Cosmological perturbation theory in 1+1 dimensions
Matthew McQuinn, Martin White

TL;DR
This paper explores the limitations of standard Eulerian perturbation theory in cosmology by analyzing a simplified 1D model, demonstrating the advantages of effective theories and Lagrangian approaches in capturing large-scale dynamics.
Contribution
It provides a detailed analysis of 1D gravitational sheets to illustrate the convergence of perturbation theories and highlights the effectiveness of effective equations over traditional methods.
Findings
Eulerian perturbation theory converges to the Zeldovich approximation in 1D.
Standard perturbation theories fail to accurately describe the matter power spectrum.
Effective theories better capture the dynamics of large-scale structures.
Abstract
Many recent studies have highlighted certain failures of the standard Eulerian-space cosmological perturbation theory (SPT). Its problems include (1) not capturing large-scale bulk flows [leading to an O(1) error in the 1-loop SPT prediction for the baryon acoustic peak in the correlation function], (2) assuming that the Universe behaves as a pressureless, inviscid fluid, and (3) treating fluctuations on scales that are non-perturbative as if they were. Recent studies have highlighted the successes of perturbation theory in Lagrangian space or theories that solve equations for the effective dynamics of smoothed fields. Both approaches mitigate some or all of the aforementioned issues with SPT. We discuss these physical developments by specializing to the simplified 1D case of gravitationally interacting sheets, which allows us to substantially reduces the analytic overhead and still (as…
Peer Reviews
No public reviews on file for this paper yet. If you reviewed it on a platform where reviews are public (OpenReview, ICLR, NeurIPS, ICML), you can paste yours below so the community can read it here.
Videos
No videos yet. Explain this paper in a talk, walkthrough, or lecture? Add one.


YOUR ASSIGNMENT. Please copy every line from the records below that contains the string "vertical".

···

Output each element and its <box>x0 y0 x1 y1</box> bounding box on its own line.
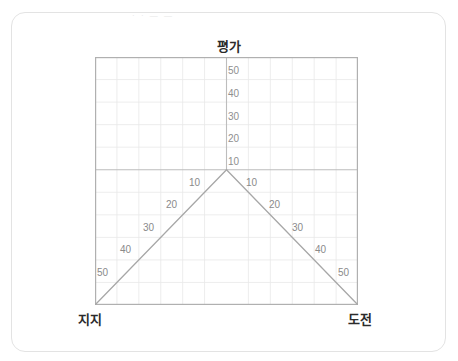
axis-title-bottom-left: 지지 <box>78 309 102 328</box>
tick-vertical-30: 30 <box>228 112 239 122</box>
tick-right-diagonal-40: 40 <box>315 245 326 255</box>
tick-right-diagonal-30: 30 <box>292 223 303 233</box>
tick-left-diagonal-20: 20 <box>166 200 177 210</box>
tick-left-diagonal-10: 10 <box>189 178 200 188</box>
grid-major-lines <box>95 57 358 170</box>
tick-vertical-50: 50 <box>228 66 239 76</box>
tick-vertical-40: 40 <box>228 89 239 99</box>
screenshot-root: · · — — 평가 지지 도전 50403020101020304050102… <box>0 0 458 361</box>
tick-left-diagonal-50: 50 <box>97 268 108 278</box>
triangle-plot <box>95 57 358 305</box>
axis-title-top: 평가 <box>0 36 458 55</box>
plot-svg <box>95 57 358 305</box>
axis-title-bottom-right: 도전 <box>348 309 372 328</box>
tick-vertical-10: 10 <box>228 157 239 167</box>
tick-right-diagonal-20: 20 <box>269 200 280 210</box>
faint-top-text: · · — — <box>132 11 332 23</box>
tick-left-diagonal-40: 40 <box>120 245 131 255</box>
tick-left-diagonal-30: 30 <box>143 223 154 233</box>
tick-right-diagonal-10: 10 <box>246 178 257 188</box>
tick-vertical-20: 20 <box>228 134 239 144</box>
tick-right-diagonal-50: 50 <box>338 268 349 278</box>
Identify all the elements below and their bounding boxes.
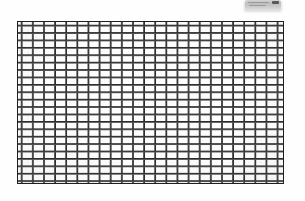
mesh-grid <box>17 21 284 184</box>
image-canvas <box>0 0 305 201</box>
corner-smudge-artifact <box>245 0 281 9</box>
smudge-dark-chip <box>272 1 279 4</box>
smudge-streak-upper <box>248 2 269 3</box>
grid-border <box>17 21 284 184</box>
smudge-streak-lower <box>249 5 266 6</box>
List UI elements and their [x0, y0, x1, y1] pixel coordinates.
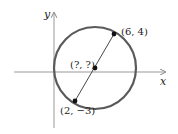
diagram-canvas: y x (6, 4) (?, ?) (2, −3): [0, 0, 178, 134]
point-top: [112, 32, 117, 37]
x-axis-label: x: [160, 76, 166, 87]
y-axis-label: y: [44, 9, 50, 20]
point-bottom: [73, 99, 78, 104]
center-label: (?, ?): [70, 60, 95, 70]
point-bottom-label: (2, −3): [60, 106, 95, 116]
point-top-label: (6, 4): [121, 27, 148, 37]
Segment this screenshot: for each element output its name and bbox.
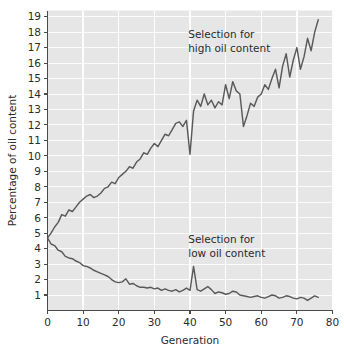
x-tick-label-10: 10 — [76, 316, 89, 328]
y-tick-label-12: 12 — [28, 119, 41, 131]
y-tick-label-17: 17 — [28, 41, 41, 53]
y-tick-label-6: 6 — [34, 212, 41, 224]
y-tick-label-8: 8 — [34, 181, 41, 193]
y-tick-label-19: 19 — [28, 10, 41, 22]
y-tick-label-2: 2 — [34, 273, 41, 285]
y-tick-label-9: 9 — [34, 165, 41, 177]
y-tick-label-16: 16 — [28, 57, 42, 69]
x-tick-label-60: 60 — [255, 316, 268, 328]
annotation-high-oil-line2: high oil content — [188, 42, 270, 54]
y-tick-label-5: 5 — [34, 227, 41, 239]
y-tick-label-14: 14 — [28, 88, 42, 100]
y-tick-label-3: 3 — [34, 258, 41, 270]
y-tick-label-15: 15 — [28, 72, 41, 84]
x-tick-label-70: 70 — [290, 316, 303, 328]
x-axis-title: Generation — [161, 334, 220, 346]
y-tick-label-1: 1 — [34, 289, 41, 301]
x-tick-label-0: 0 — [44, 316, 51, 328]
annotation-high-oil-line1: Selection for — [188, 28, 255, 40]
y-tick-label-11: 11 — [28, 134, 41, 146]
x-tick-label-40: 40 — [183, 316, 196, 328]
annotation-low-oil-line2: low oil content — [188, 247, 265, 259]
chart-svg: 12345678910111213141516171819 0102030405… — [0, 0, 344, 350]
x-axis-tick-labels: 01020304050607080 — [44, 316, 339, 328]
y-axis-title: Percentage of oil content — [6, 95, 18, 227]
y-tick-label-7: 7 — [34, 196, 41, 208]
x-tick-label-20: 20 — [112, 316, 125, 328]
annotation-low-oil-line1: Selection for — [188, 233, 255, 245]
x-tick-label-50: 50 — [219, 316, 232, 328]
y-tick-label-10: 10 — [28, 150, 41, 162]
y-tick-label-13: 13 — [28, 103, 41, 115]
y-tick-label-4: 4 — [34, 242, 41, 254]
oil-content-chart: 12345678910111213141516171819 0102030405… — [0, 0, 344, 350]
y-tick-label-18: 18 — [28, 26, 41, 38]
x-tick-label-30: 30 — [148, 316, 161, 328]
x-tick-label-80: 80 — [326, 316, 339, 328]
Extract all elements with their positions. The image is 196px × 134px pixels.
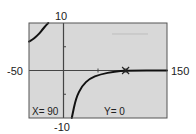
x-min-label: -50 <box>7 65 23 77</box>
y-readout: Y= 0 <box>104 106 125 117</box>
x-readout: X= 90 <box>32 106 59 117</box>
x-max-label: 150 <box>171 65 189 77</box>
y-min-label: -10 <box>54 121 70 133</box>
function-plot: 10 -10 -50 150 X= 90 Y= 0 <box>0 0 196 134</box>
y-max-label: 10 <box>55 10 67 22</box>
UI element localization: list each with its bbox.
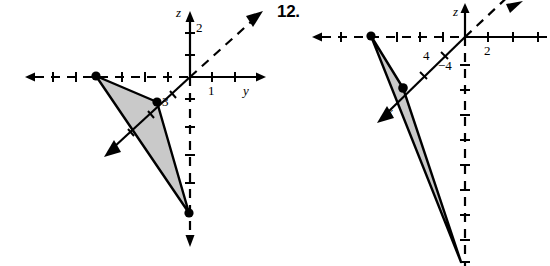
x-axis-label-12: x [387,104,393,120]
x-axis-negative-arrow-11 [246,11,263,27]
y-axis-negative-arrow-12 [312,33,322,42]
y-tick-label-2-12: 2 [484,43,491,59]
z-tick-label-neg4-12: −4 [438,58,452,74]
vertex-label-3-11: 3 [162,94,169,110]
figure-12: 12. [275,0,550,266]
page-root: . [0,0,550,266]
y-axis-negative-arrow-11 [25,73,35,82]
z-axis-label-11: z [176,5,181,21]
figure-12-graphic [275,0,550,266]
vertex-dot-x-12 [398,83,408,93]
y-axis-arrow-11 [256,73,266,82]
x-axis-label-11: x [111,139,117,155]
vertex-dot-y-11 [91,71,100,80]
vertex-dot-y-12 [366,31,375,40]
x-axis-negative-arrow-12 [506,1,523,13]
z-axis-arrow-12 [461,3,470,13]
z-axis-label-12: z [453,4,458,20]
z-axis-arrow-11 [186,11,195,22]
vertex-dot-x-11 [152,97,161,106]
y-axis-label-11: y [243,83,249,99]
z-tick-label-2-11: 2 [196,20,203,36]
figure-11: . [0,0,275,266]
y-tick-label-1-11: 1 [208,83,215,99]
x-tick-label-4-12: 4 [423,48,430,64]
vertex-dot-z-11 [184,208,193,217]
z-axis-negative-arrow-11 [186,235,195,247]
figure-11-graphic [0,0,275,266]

···

RESULT FOR THIS TASK.
tick-vertical-30: 30 <box>228 112 239 122</box>
tick-vertical-50: 50 <box>228 66 239 76</box>
tick-vertical-40: 40 <box>228 89 239 99</box>
tick-vertical-10: 10 <box>228 157 239 167</box>
tick-vertical-20: 20 <box>228 134 239 144</box>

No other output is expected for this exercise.